Gillian O’Brien

Gillian O’Brien is the author of The Story Of The 1798 Rebellion.


Gillian O’Brien has a BA and MA in history from University College Dublin and a PhD from the University of Liverpool. Her MA is a study of the newspaper of the United Irishmen, The Northern Star and her PhD is an examination of Anglo-Irish relations around the time of the 1798 Rebellion and the Act of Union.

More recently, she has been working on urban history and is particularly interested in the histories of Dublin, London and Chicago. She has recently returned from a residency at the Newberry Library in Chicago where she was a Fulbright Scholar.
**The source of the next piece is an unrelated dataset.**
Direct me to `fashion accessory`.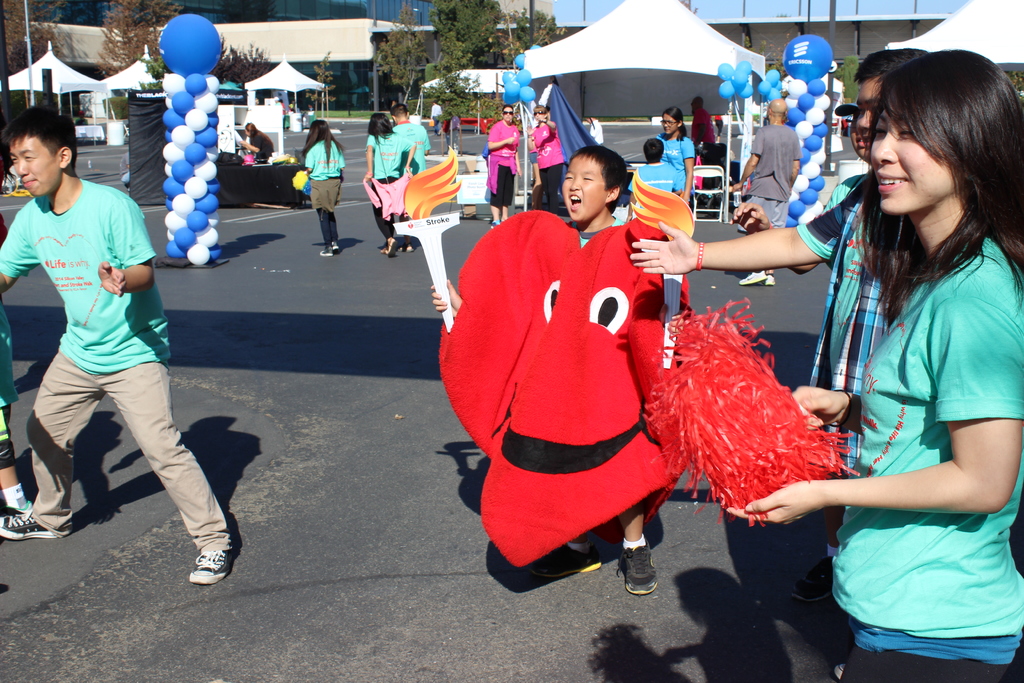
Direction: BBox(614, 539, 653, 595).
She is currently writing a history of Irish Republicanism in America in the late-nineteenth century. The main focus of this work is the brutal murder of an Irish doctor, Patrick Cronin, in Chicago in 1889. Cronin was accused of being a British spy appointed to infiltrate Clan na Gael and his naked and badly beaten body was discovered in a Chicago sewer. An Irish-American detective appointed to investigate his disappearance was eventually charged with his murder and the subsequent trial made headlines all over the world. Fenian and Clan na Gael involvement in the invention of the submarine and the ‘dynamite campaign’ designed to blow up key targets in London such as Scotland Yard and the Houses of Parliament are also included in her study.

When not teaching, researching or writing Gillian is likely to be found walking by the sea, taking photographs, building bookcases, making jam, desperately trying to save her herb garden, doing yoga, contemplating a running/kayaking/cycling challenge or, most likely, playing badminton.